M6000 clocks its memory at 6.6GHz, which is good for 317GB/sec of memory bandwidth. Paired with the GM200 is 12GB of GDDR5 memory, which is as much as the K6000 and still the most one can pack on a memory bus of this size. As with GeForce and Tesla cards, GPU Boost allows NVIDIA to raise their shipping clockspeeds for better performance without violating the card’s cooling or power delivery restrictions. The M6000 supports 10 different boost states, the fastest of which is the 1.14GHz state that gives the card its 7 TFLOPS of performance. Meanwhile it’s interesting to note that NVIDIA’s GPU Boost technology has finally come to the Quadro lineup via the M6000. Coupled with the card is GM200’s double-sized ROP clusters, giving M6000 96 ROPs and better than 2x the pixel throughput of the outgoing K6000.


All 3072 CUDA cores are enabled, and with a maximum clockspeed of 1.14GHz the card is capable of pushing 7 TFLOPs of single precision performance. So just what is Quadro M6000? Packing a fully enabled GPU, this is GM200 at its best.
#Quadro m6000 professional#
The end result being that professional users are getting much earlier access to NVIDIA’s best hardware. Quadro cards usually launch months down the line, not days. What makes this launch interesting is that NVIDIA has never launched a flagship Quadro card so close to a flagship GeForce card in this manner. Like Titan, 6000 is NVIDIA’s flagship Quadro card and today’s launch sees the new GM200 based Quadro M6000 take its place at the top of the Quadro graphics stack. Now just 2 days later the company is back again with GM200 and is set to launch it in their new professional graphics counterpart, the Quadro M6000. Earlier this week we took a look at the GeForce GTX Titan X, NVIDIA’s first product to use their new high-end Maxwell GPU, the GM200.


**HOW TO COMPLETE THIS TASK**
Your reply should be only the number of lines in the records that contain the word "Total".

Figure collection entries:
○ ○ ○ ○ ○
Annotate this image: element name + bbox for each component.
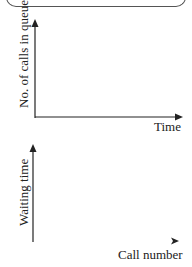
top-y-axis-label: No. of calls in queue xyxy=(16,0,32,108)
bottom-x-axis-label: Call number xyxy=(118,247,183,263)
top-y-arrow-icon xyxy=(32,19,39,27)
top-x-axis-label: Time xyxy=(154,119,181,135)
top-chart-axes xyxy=(32,19,184,121)
bottom-y-arrow-icon xyxy=(30,144,37,152)
bottom-y-axis-label: Waiting time xyxy=(16,159,32,226)
bottom-chart-axes xyxy=(30,144,180,245)
bottom-x-arrow-icon xyxy=(171,238,179,245)
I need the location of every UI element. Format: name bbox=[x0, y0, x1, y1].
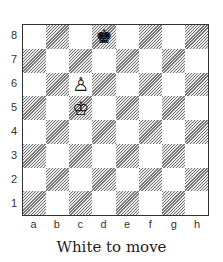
square-b5[interactable] bbox=[46, 96, 69, 120]
rank-label-5: 5 bbox=[9, 101, 19, 113]
square-d2[interactable] bbox=[92, 168, 115, 192]
square-f2[interactable] bbox=[139, 168, 162, 192]
square-d1[interactable] bbox=[92, 191, 115, 215]
rank-label-8: 8 bbox=[9, 29, 19, 41]
square-g8[interactable] bbox=[162, 25, 185, 49]
file-label-b: b bbox=[45, 218, 68, 230]
square-h3[interactable] bbox=[185, 144, 208, 168]
square-b8[interactable] bbox=[46, 25, 69, 49]
file-label-c: c bbox=[69, 218, 92, 230]
square-e1[interactable] bbox=[116, 191, 139, 215]
square-b4[interactable] bbox=[46, 120, 69, 144]
square-b1[interactable] bbox=[46, 191, 69, 215]
square-e6[interactable] bbox=[116, 73, 139, 97]
square-b6[interactable] bbox=[46, 73, 69, 97]
square-e3[interactable] bbox=[116, 144, 139, 168]
file-label-h: h bbox=[186, 218, 209, 230]
square-a1[interactable] bbox=[23, 191, 46, 215]
white-king-icon[interactable]: ♔ bbox=[72, 99, 89, 118]
rank-label-1: 1 bbox=[9, 197, 19, 209]
square-h7[interactable] bbox=[185, 49, 208, 73]
square-g3[interactable] bbox=[162, 144, 185, 168]
square-c6[interactable]: ♙ bbox=[69, 73, 92, 97]
square-g7[interactable] bbox=[162, 49, 185, 73]
square-h6[interactable] bbox=[185, 73, 208, 97]
square-c1[interactable] bbox=[69, 191, 92, 215]
square-h5[interactable] bbox=[185, 96, 208, 120]
square-h2[interactable] bbox=[185, 168, 208, 192]
square-a7[interactable] bbox=[23, 49, 46, 73]
square-c8[interactable] bbox=[69, 25, 92, 49]
square-c7[interactable] bbox=[69, 49, 92, 73]
rank-label-6: 6 bbox=[9, 77, 19, 89]
square-e4[interactable] bbox=[116, 120, 139, 144]
square-f5[interactable] bbox=[139, 96, 162, 120]
square-d4[interactable] bbox=[92, 120, 115, 144]
square-d3[interactable] bbox=[92, 144, 115, 168]
rank-label-7: 7 bbox=[9, 53, 19, 65]
square-d5[interactable] bbox=[92, 96, 115, 120]
square-d6[interactable] bbox=[92, 73, 115, 97]
black-king-icon[interactable]: ♚ bbox=[95, 27, 112, 46]
square-f8[interactable] bbox=[139, 25, 162, 49]
square-c5[interactable]: ♔ bbox=[69, 96, 92, 120]
square-h1[interactable] bbox=[185, 191, 208, 215]
side-to-move-caption: White to move bbox=[0, 238, 223, 256]
white-pawn-icon[interactable]: ♙ bbox=[72, 75, 89, 94]
square-e5[interactable] bbox=[116, 96, 139, 120]
square-a3[interactable] bbox=[23, 144, 46, 168]
file-label-e: e bbox=[116, 218, 139, 230]
square-h4[interactable] bbox=[185, 120, 208, 144]
square-e2[interactable] bbox=[116, 168, 139, 192]
square-h8[interactable] bbox=[185, 25, 208, 49]
square-a5[interactable] bbox=[23, 96, 46, 120]
chess-board: ♚♙♔ bbox=[22, 24, 209, 216]
square-e8[interactable] bbox=[116, 25, 139, 49]
square-g2[interactable] bbox=[162, 168, 185, 192]
rank-label-3: 3 bbox=[9, 149, 19, 161]
square-f7[interactable] bbox=[139, 49, 162, 73]
square-c2[interactable] bbox=[69, 168, 92, 192]
file-label-f: f bbox=[139, 218, 162, 230]
rank-label-2: 2 bbox=[9, 173, 19, 185]
rank-label-4: 4 bbox=[9, 125, 19, 137]
square-g5[interactable] bbox=[162, 96, 185, 120]
square-e7[interactable] bbox=[116, 49, 139, 73]
square-a4[interactable] bbox=[23, 120, 46, 144]
file-label-a: a bbox=[22, 218, 45, 230]
square-f4[interactable] bbox=[139, 120, 162, 144]
square-f3[interactable] bbox=[139, 144, 162, 168]
square-a2[interactable] bbox=[23, 168, 46, 192]
square-b2[interactable] bbox=[46, 168, 69, 192]
square-f1[interactable] bbox=[139, 191, 162, 215]
square-g6[interactable] bbox=[162, 73, 185, 97]
square-f6[interactable] bbox=[139, 73, 162, 97]
file-label-g: g bbox=[162, 218, 185, 230]
square-g1[interactable] bbox=[162, 191, 185, 215]
square-c4[interactable] bbox=[69, 120, 92, 144]
square-d7[interactable] bbox=[92, 49, 115, 73]
file-label-d: d bbox=[92, 218, 115, 230]
square-b3[interactable] bbox=[46, 144, 69, 168]
square-d8[interactable]: ♚ bbox=[92, 25, 115, 49]
square-a6[interactable] bbox=[23, 73, 46, 97]
square-a8[interactable] bbox=[23, 25, 46, 49]
square-b7[interactable] bbox=[46, 49, 69, 73]
square-g4[interactable] bbox=[162, 120, 185, 144]
square-c3[interactable] bbox=[69, 144, 92, 168]
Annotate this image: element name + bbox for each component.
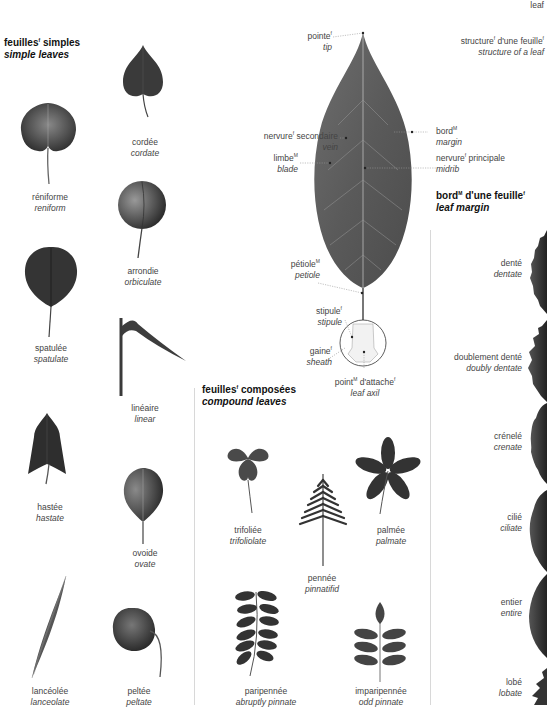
margin-entire: entier entire [436, 597, 522, 619]
compound-leaf-trifoliolate: trifoliée trifoliolate [216, 525, 280, 547]
compound-section-divider [194, 388, 195, 705]
compound-leaf-odd-pinnate: imparipennée odd pinnate [346, 686, 416, 708]
margin-samples [526, 228, 547, 705]
odd-pinnate-leaf-icon [350, 600, 410, 684]
label-tip: pointef tip [290, 31, 332, 53]
compound-leaf-palmate: palmée palmate [366, 525, 416, 547]
pinnatifid-leaf-icon [296, 472, 352, 572]
margin-section-divider [430, 230, 431, 705]
margin-dentate: denté dentate [436, 258, 522, 280]
trifoliolate-leaf-icon [224, 435, 274, 525]
abruptly-pinnate-leaf-icon [228, 588, 284, 680]
label-petiole: pétioleM petiole [270, 259, 320, 281]
margin-doubly-dentate: doublement denté doubly dentate [436, 352, 522, 374]
compound-leaf-pinnatifid: pennée pinnatifid [290, 573, 354, 595]
leaf-margin-heading: bordM d'une feuillef leaf margin [436, 190, 525, 214]
compound-leaf-abruptly-pinnate: paripennée abruptly pinnate [226, 686, 306, 708]
margin-ciliate: cilié ciliate [436, 512, 522, 534]
label-margin: bordM margin [436, 126, 462, 148]
compound-leaves-heading: feuillesf composées compound leaves [202, 384, 296, 408]
label-vein: nervuref secondaire vein [220, 131, 338, 153]
label-midrib: nervuref principale midrib [436, 153, 505, 175]
margin-lobate: lobé lobate [436, 677, 522, 699]
label-blade: limbeM blade [260, 153, 298, 175]
palmate-leaf-icon [360, 438, 416, 520]
label-stipule: stipulef stipule [290, 306, 342, 328]
label-sheath: gainef sheath [290, 346, 332, 368]
margin-crenate: crénelé crenate [436, 431, 522, 453]
label-leaf-axil: pointM d'attachef leaf axil [320, 377, 410, 399]
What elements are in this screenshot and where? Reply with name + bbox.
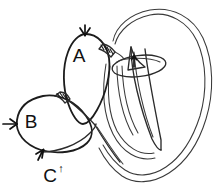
outer-contour-inner-line: [103, 14, 205, 175]
hatched-band-upper-group: [99, 44, 124, 59]
blade-tip-accent: [134, 52, 153, 137]
figure-canvas: A B C ↑: [0, 0, 220, 192]
hatched-band-upper-tail: [115, 52, 124, 59]
blade-right-edge: [145, 49, 161, 150]
inner-basin-inner-line: [108, 66, 154, 154]
junction-sweep-parallel: [97, 127, 123, 164]
blade-group: [131, 47, 161, 150]
line-drawing-svg: A B C ↑: [0, 0, 220, 192]
ring-ellipse: [111, 52, 167, 79]
label-c: C: [43, 165, 57, 186]
junction-sweep-group: [68, 100, 123, 164]
label-b: B: [25, 111, 38, 132]
oval-b-lower-fold: [41, 124, 96, 152]
ring-group: [111, 52, 167, 79]
arrow-to-b: [3, 119, 17, 129]
arrow-to-c: [36, 150, 44, 161]
label-c-up-arrow-icon: ↑: [58, 162, 64, 174]
label-a: A: [73, 45, 86, 66]
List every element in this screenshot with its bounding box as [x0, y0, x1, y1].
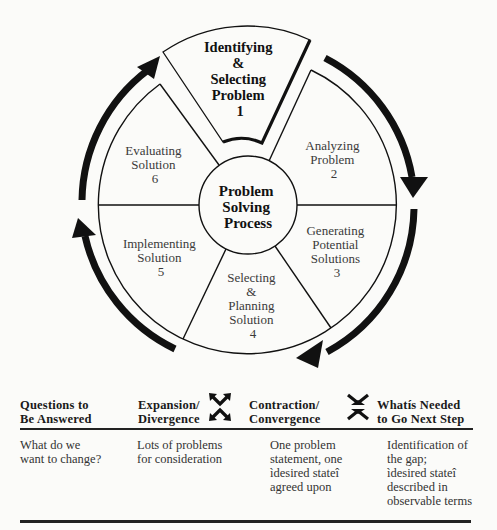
cell-line: for consideration [137, 452, 222, 466]
arrowhead-right-down [400, 177, 428, 198]
header-contraction: Contraction/ Convergence [249, 398, 321, 426]
header-line: Divergence [138, 412, 200, 426]
summary-table: Questions to Be Answered Expansion/ Dive… [20, 380, 473, 530]
arrowhead-left-up [72, 218, 96, 238]
cell-line: Lots of problems [137, 438, 222, 452]
header-line: Questions to [20, 398, 92, 412]
cell-line: ìdesired stateî [270, 466, 342, 480]
segment-6-label: Evaluating Solution 6 [125, 143, 185, 186]
cell-expansion: Lots of problems for consideration [137, 438, 222, 466]
center-label: Problem Solving Process [219, 183, 277, 231]
cell-line: One problem [270, 438, 342, 452]
cell-contraction: One problem statement, one ìdesired stat… [270, 438, 342, 494]
bottom-rule [20, 520, 471, 523]
divider-4-5 [183, 249, 226, 339]
segment-5-label: Implementing Solution 5 [123, 236, 199, 279]
cell-line: agreed upon [270, 480, 342, 494]
cell-line: described in [387, 480, 472, 494]
segment-4-label: Selecting & Planning Solution 4 [227, 270, 279, 341]
expand-arrows-icon [208, 392, 232, 422]
header-line: to Go Next Step [377, 412, 464, 426]
problem-solving-cycle-diagram: Identifying & Selecting Problem 1 Analyz… [0, 0, 497, 380]
cell-line: statement, one [270, 452, 342, 466]
header-divider [20, 428, 473, 430]
cell-line: the gap; [387, 452, 472, 466]
header-next-step: Whatís Needed to Go Next Step [377, 398, 464, 426]
cell-questions: What do we want to change? [20, 438, 101, 466]
contract-arrows-icon [346, 392, 370, 422]
header-line: Be Answered [20, 412, 92, 426]
cell-line: What do we [20, 438, 101, 452]
cell-line: Identification of [387, 438, 472, 452]
segment-3-label: Generating Potential Solutions 3 [306, 223, 367, 280]
header-expansion: Expansion/ Divergence [138, 398, 200, 426]
cell-line: want to change? [20, 452, 101, 466]
header-line: Expansion/ [138, 398, 200, 412]
header-line: Convergence [249, 412, 321, 426]
cell-line: observable terms [387, 494, 472, 508]
header-line: Contraction/ [249, 398, 321, 412]
cell-next-step: Identification of the gap; ìdesired stat… [387, 438, 472, 508]
cell-line: ìdesired stateî [387, 466, 472, 480]
segment-2-label: Analyzing Problem 2 [305, 138, 362, 181]
header-questions: Questions to Be Answered [20, 398, 92, 426]
header-line: Whatís Needed [377, 398, 464, 412]
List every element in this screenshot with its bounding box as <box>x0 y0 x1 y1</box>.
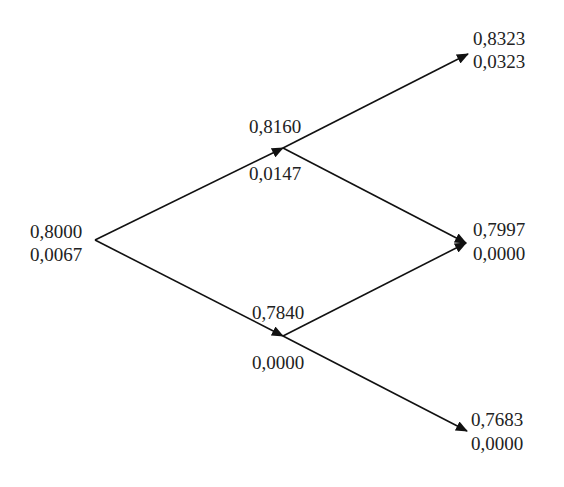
edge-root-up <box>95 148 283 240</box>
downdown-price: 0,7683 <box>471 409 523 431</box>
edge-down-updown <box>283 243 466 336</box>
down-price: 0,7840 <box>252 302 304 324</box>
updown-price: 0,7997 <box>473 219 525 241</box>
root-value: 0,0067 <box>30 244 82 266</box>
edge-down-downdown <box>283 336 467 431</box>
down-value: 0,0000 <box>252 352 304 374</box>
downdown-value: 0,0000 <box>471 433 523 455</box>
root-price: 0,8000 <box>30 221 82 243</box>
edge-up-upup <box>283 54 468 148</box>
edge-up-updown <box>283 148 466 243</box>
upup-price: 0,8323 <box>473 28 525 50</box>
up-price: 0,8160 <box>249 116 301 138</box>
up-value: 0,0147 <box>249 163 301 185</box>
upup-value: 0,0323 <box>473 51 525 73</box>
updown-value: 0,0000 <box>473 243 525 265</box>
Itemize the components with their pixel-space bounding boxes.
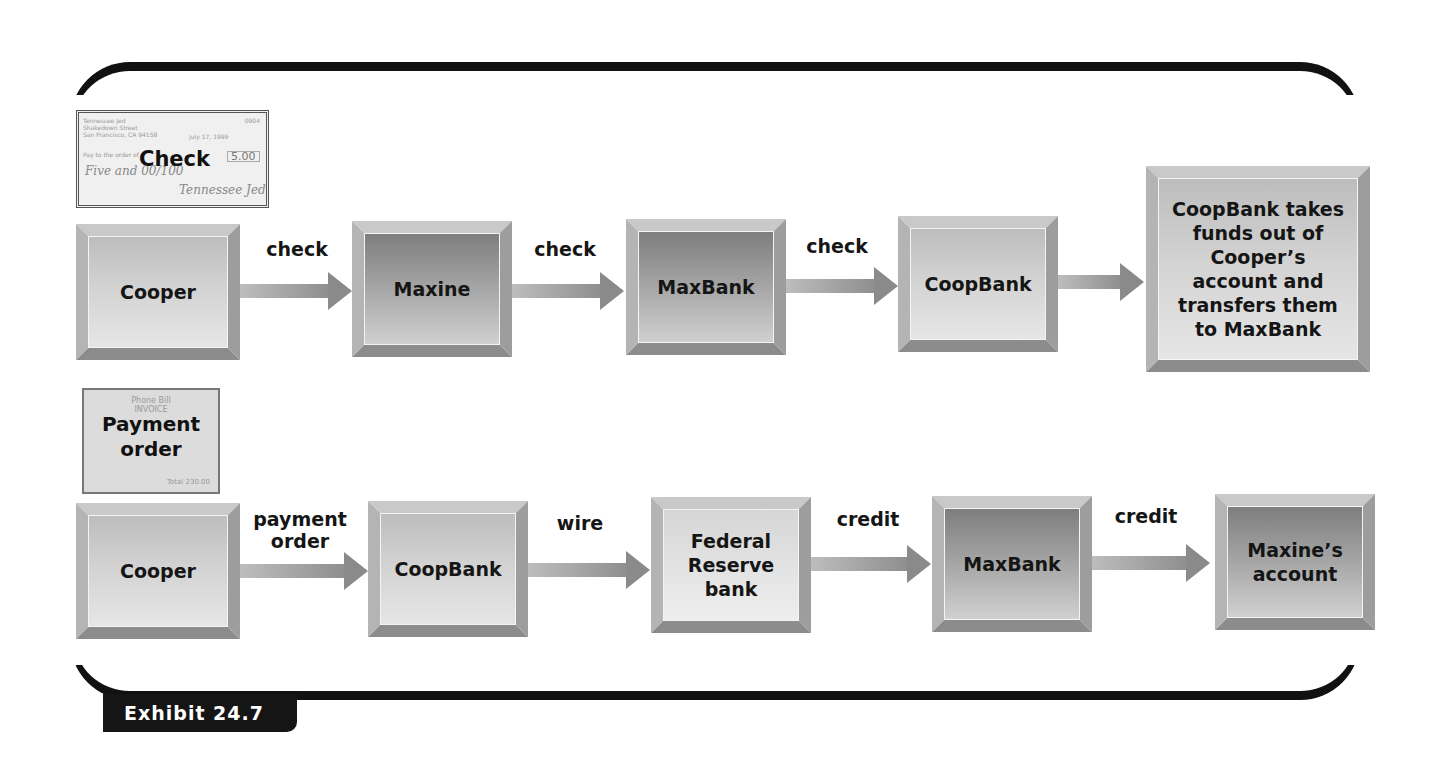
node-coopbank: CoopBank — [898, 216, 1058, 352]
exhibit-label: Exhibit 24.7 — [103, 694, 285, 732]
payment-order-title: Payment order — [84, 412, 218, 462]
edge-label-check: check — [530, 238, 600, 260]
check-payer-name: Tennessee Jed — [83, 117, 125, 124]
node-coopbank: CoopBank — [368, 501, 528, 637]
node-cooper: Cooper — [76, 224, 240, 360]
edge-label-wire: wire — [545, 512, 615, 534]
arrow-right-icon — [1058, 267, 1144, 297]
arrow-right-icon — [512, 276, 624, 306]
arrow-right-icon — [1092, 548, 1210, 578]
node-federal-reserve-bank: Federal Reserve bank — [651, 497, 811, 633]
edge-label-payment-order: payment order — [240, 508, 360, 552]
node-maxbank: MaxBank — [626, 219, 786, 355]
arrow-right-icon — [786, 271, 898, 301]
node-maxines-account: Maxine’s account — [1215, 494, 1375, 630]
check-payer-street: Shakedown Street — [83, 124, 138, 131]
arrow-right-icon — [240, 556, 368, 586]
arrow-right-icon — [240, 276, 352, 306]
check-pay-to-label: Pay to the order of — [83, 151, 139, 158]
edge-label-check: check — [262, 238, 332, 260]
check-amount: 5.00 — [227, 151, 260, 162]
invoice-total: Total 230.00 — [167, 479, 210, 486]
edge-label-credit: credit — [1106, 505, 1186, 527]
arrow-right-icon — [811, 549, 931, 579]
node-maxine: Maxine — [352, 221, 512, 357]
edge-label-credit: credit — [828, 508, 908, 530]
check-date: July 17, 1999 — [189, 133, 228, 140]
node-maxbank: MaxBank — [932, 496, 1092, 632]
arrow-right-icon — [528, 555, 650, 585]
check-signature: Tennessee Jed — [179, 187, 266, 194]
check-number: 0904 — [245, 117, 260, 124]
payment-order-document: Phone Bill INVOICE Payment order Total 2… — [82, 388, 220, 494]
check-title: Check — [139, 147, 210, 171]
node-coopbank-transfer: CoopBank takes funds out of Cooper’s acc… — [1146, 166, 1370, 372]
edge-label-check: check — [802, 235, 872, 257]
check-document: Tennessee Jed Shakedown Street San Franc… — [76, 110, 269, 208]
check-payer-city: San Francisco, CA 94158 — [83, 131, 157, 138]
node-cooper: Cooper — [76, 503, 240, 639]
○ ○ ○ ○ ○
**REPLY TO THE EXERCISE**
2